Formal identification and phone ownership could also be barriers so they were included in the analysis. The factors we removed from the analysis include marital status, property ownership, and household size. The nearest financial service was also excluded because we did not feel it was sufficiently interpretable. We tested the exclusion of these factors to ensure minimal impact on the results and we analyzed the data from 2015 and 2018 separately to easily enable all methods to be compared. We then compared the results between 2015 and 2018 to understand how economic development during this period may have influenced adoption.

These variables were included in the quantitative analysis to illuminate select demographic characteristics of populations that had not been reached by mobile money. We tried to identify the unreached population rather than the population that adopted mobile money. This is contrary to traditional adoption studies, but we feel it is appropriate to align with the SDG approach of including everyone, everywhere.

Results

We use multivariate linear regression, lasso logistic regression, and decision tree models to identify predictors of people who have been unreached by mobile money services in Kenya. Using multiple models provides a complete view of the relationships in the data. The linear regression model offers interpretable statements about correlations between dependent variables and mobile money use. The logistic regression model offers superior predictions for binary classification and the fitted prediction value can be interpreted as a probability, unlike simple linear models which can produce negative predictions or values greater than 1. The decision tree adds insightful profiles of non-users and an intuitive algorithmic method for predicting non-use.

Linear Regression

The binary variables we used in the final linear regression model are phone use, formal identification, gender, and lack of education.

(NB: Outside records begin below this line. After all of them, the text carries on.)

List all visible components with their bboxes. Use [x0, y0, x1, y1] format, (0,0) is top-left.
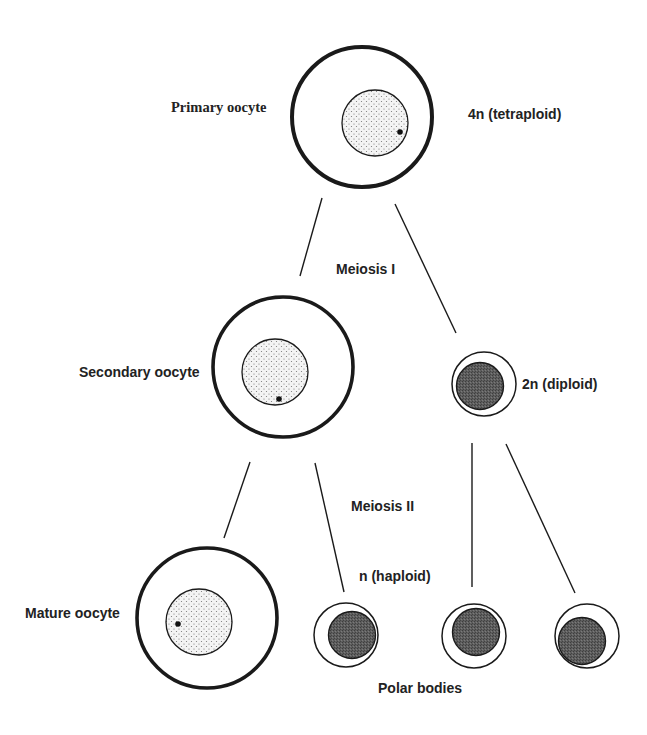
secondary-oocyte-nucleolus: [276, 396, 282, 402]
label-secondary-oocyte: Secondary oocyte: [79, 364, 200, 380]
mature-oocyte-nucleus: [166, 589, 232, 655]
label-haploid: n (haploid): [359, 568, 431, 584]
polar-body-3: [555, 604, 619, 668]
polar-body-1: [314, 603, 378, 667]
first-polar-body: [452, 352, 516, 416]
primary-oocyte: [292, 47, 432, 187]
line-first-polar-to-polar-body-3: [506, 444, 575, 593]
secondary-oocyte: [213, 297, 353, 437]
label-primary-oocyte: Primary oocyte: [171, 99, 266, 115]
label-meiosis-1: Meiosis I: [336, 261, 395, 277]
label-meiosis-2: Meiosis II: [351, 498, 414, 514]
polar-body-2-core: [453, 609, 500, 656]
label-polar-bodies: Polar bodies: [378, 680, 462, 696]
line-secondary-to-polar-body-1: [315, 463, 344, 592]
line-secondary-to-mature: [224, 462, 250, 538]
polar-body-2: [442, 604, 506, 668]
line-primary-to-first-polar-body: [395, 204, 456, 333]
primary-oocyte-nucleus: [342, 90, 408, 156]
polar-body-3-core: [559, 618, 606, 665]
label-mature-oocyte: Mature oocyte: [25, 605, 120, 621]
mature-oocyte-nucleolus: [175, 621, 181, 627]
label-diploid: 2n (diploid): [522, 376, 597, 392]
primary-oocyte-nucleolus: [397, 129, 403, 135]
mature-oocyte: [137, 548, 277, 688]
secondary-oocyte-nucleus: [242, 339, 308, 405]
line-primary-to-secondary: [300, 198, 322, 276]
first-polar-body-core: [457, 363, 504, 410]
polar-body-1-core: [329, 612, 376, 659]
label-tetraploid: 4n (tetraploid): [468, 106, 561, 122]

We include dummy variables denoting different primary languages and religions. Age, population density of the county, and monthly income are the continuous variables. The coefficients describe the correlation of a variable with being “unreached” by mobile money services so positive coefficients indicate a variable is correlated with being harder to reach. For continuous variables, we interpret this as the change in probability of being unreached, associated with a unit increase in the continuous variable. For categorical variables, we interpret the coefficient as describing the change in the probability of being unreached by mobile money associated with being in that category compared to a baseline category. For binary categorical variables, the baseline is simply the opposite value — women are compared to men and people with no phone are compared to those with a phone. For multi-class categorical variables like religion and language, the baseline variables we chose are the plurality categories, which are Christianity and Swahili respectively.

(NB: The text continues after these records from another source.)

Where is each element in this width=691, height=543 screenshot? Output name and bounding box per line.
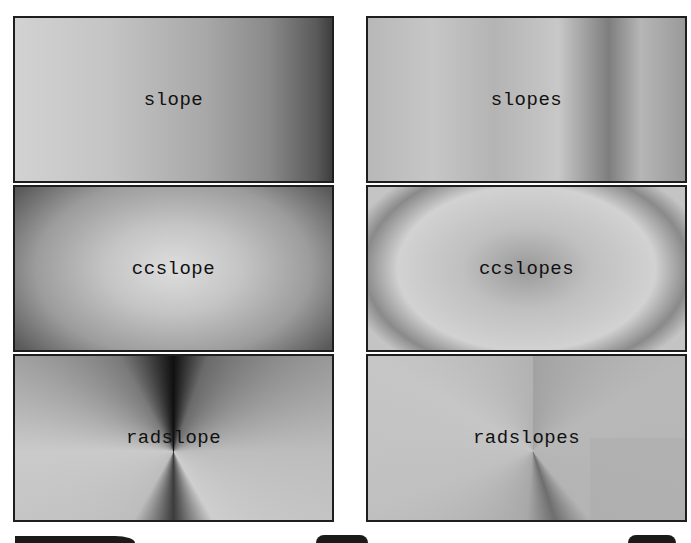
heading-glyph-fragment — [15, 536, 135, 543]
heading-glyph-fragment — [628, 535, 676, 543]
panel-slope: slope — [13, 16, 334, 183]
panel-slopes: slopes — [366, 16, 687, 183]
panel-ccslopes: ccslopes — [366, 185, 687, 352]
panel-label: radslope — [126, 427, 221, 449]
panel-radslopes: radslopes — [366, 354, 687, 522]
panel-label: ccslope — [132, 258, 215, 280]
panel-radslope: radslope — [13, 354, 334, 522]
panel-ccslope: ccslope — [13, 185, 334, 352]
panel-label: slope — [144, 89, 204, 111]
panel-label: slopes — [491, 89, 562, 111]
panel-label: ccslopes — [479, 258, 574, 280]
panel-label: radslopes — [473, 427, 580, 449]
heading-glyph-fragment — [358, 538, 364, 543]
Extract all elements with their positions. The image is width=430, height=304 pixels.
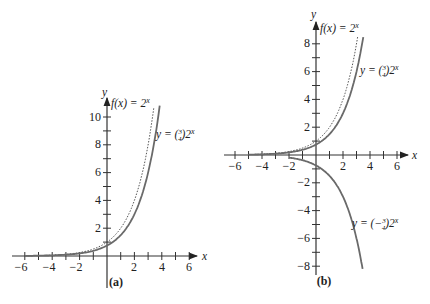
figure: x y −6 −4 −2 2 4 6 2 4 6 8 10 f(x) = 2x …	[0, 0, 430, 304]
x-axis-label-a: x	[201, 250, 208, 262]
y-tick-label: −8	[297, 259, 310, 273]
y-axis-label-b: y	[310, 8, 317, 21]
curve-three-quarters-2x-a	[25, 106, 160, 256]
y-tick-label: 2	[95, 221, 101, 235]
x-tick-label: −6	[15, 260, 28, 274]
y-tick-label: 6	[304, 64, 310, 78]
legend-h-b: y = (−34)2x	[351, 216, 399, 232]
legend-g-a: y = (34)2x	[155, 127, 195, 143]
x-axis-label-b: x	[411, 149, 418, 161]
x-tick-label: −4	[256, 159, 269, 173]
legend-g-b: y = (34)2x	[359, 63, 399, 79]
y-tick-label: 8	[304, 36, 310, 50]
x-tick-label: 4	[159, 260, 165, 274]
curve-2x-a	[25, 107, 154, 256]
panel-b: x y −6 −4 −2 2 4 6 8 6 4 2 −2 −4 −6 −8 f…	[224, 8, 418, 288]
x-tick-label: −6	[229, 159, 242, 173]
y-tick-label: 8	[95, 137, 101, 151]
x-tick-label: 6	[394, 159, 400, 173]
legend-f-a: f(x) = 2x	[111, 96, 150, 110]
y-tick-label: −4	[297, 203, 310, 217]
x-tick-label: −2	[70, 260, 83, 274]
caption-a: (a)	[109, 275, 123, 289]
y-tick-label: −6	[297, 231, 310, 245]
y-tick-label: 4	[95, 193, 101, 207]
panel-a: x y −6 −4 −2 2 4 6 2 4 6 8 10 f(x) = 2x …	[12, 86, 208, 289]
y-tick-label: 6	[95, 165, 101, 179]
caption-b: (b)	[317, 274, 332, 288]
y-axis-label-a: y	[101, 86, 108, 99]
x-tick-label: 6	[186, 260, 192, 274]
x-tick-label: 4	[367, 159, 373, 173]
legend-f-b: f(x) = 2x	[320, 21, 359, 35]
x-tick-label: −4	[43, 260, 56, 274]
y-tick-label: −2	[297, 175, 310, 189]
x-tick-label: −2	[283, 159, 296, 173]
x-tick-label: 2	[131, 260, 137, 274]
y-tick-label: 4	[304, 92, 310, 106]
y-tick-label: 2	[304, 120, 310, 134]
x-tick-label: 2	[340, 159, 346, 173]
y-tick-label: 10	[89, 110, 101, 124]
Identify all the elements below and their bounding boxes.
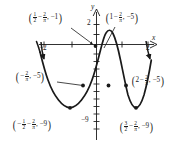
point-mid-right [124, 84, 128, 88]
point-label-mid-right: (2−2π, −5) [131, 75, 165, 87]
curve-end-arrows [41, 41, 150, 59]
paren-close: ) [41, 72, 44, 83]
x-tick-label-neg2: −2 [39, 45, 47, 52]
point-bottom-right [134, 106, 138, 110]
fraction-two-pi: 2π [119, 12, 123, 24]
point-label-bottom-left: (−12−2π, −9) [12, 119, 52, 131]
paren-close: ) [150, 122, 153, 133]
paren-open: ( [106, 13, 109, 24]
y-tick-label-2: 2 [87, 20, 91, 27]
fraction-one-half: 12 [33, 12, 37, 24]
x-axis-label: x [152, 34, 155, 42]
paren-open: ( [120, 122, 123, 133]
fraction-two-pi: 2π [134, 121, 138, 133]
y-axis-label: y [91, 3, 94, 11]
paren-close: ) [135, 13, 138, 24]
x-tick-label-2: 2 [146, 45, 150, 52]
point-top-right [107, 84, 111, 88]
y-tick-label-neg9: −9 [81, 117, 89, 124]
paren-open: ( [16, 72, 19, 83]
fraction-three-halves: 32 [124, 121, 128, 133]
point-label-top-left: (12−2π, −1) [28, 12, 63, 24]
point-label-mid-left: (−2π, −5) [15, 71, 45, 83]
point-label-bottom-right: (32−2π, −9) [119, 121, 154, 133]
fraction-two-pi: 2π [43, 12, 47, 24]
x-axis [39, 41, 157, 48]
point-bottom-left [68, 106, 72, 110]
fraction-one-half: 12 [22, 119, 26, 131]
fraction-two-pi: 2π [32, 119, 36, 131]
fraction-two-pi: 2π [25, 71, 29, 83]
plot-points [68, 44, 138, 110]
fraction-two-pi: 2π [145, 75, 149, 87]
paren-open: ( [132, 76, 135, 87]
paren-close: ) [59, 13, 62, 24]
paren-open: ( [29, 13, 32, 24]
point-top-left [94, 44, 98, 48]
leader-line-top-left [71, 28, 93, 44]
point-label-top-right: (1−2π, −5) [105, 12, 139, 24]
leader-line-mid-left [57, 82, 83, 86]
math-graph-figure: y x −2 2 2 −9 (12−2π, −1) (1−2π, −5) (−2… [0, 0, 194, 154]
point-mid-left [81, 84, 85, 88]
paren-open: ( [13, 120, 16, 131]
paren-close: ) [48, 120, 51, 131]
paren-close: ) [161, 76, 164, 87]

Figure 4. Quantitative analysis summary.

We found that being older, having a lower monthly income, and living in less densely populated counties are associated with being unreached by mobile money. However, income does not have a statistically significant correlation in 2015. Although the coefficients are small, particularly for income and population density, the loss of a Kenyan shilling or a person per square kilometre is a similarly small change. Looking at the categorical variables, we see that having no phone, no formal identification, no education (i.e., not completing primary school), and being Hindu are strongly correlated with being unreached by mobile money across years, even after controlling for the other characteristics in the regression. Having no mobile phone is associated with a 53.9 per cent increase in the probability of being unreached in 2015, and a 60.2 per cent increase in 2018. Lack of formal identification is associated with a 28.7 per cent increase in the probability of being unreached in 2015, and 34 per cent in 2018. Being Hindu is associated with a 69.5 per cent increase in this probability compared to being Christian in 2015, and being either Hindu or Sikh is associated with 90.9 per cent increase compared to being Christian in 2018. Somali speakers were 27.5 less likely than the Swahili speakers to have mobile money services in 2015 but more likely than Swahili speakers to have the service in 2018.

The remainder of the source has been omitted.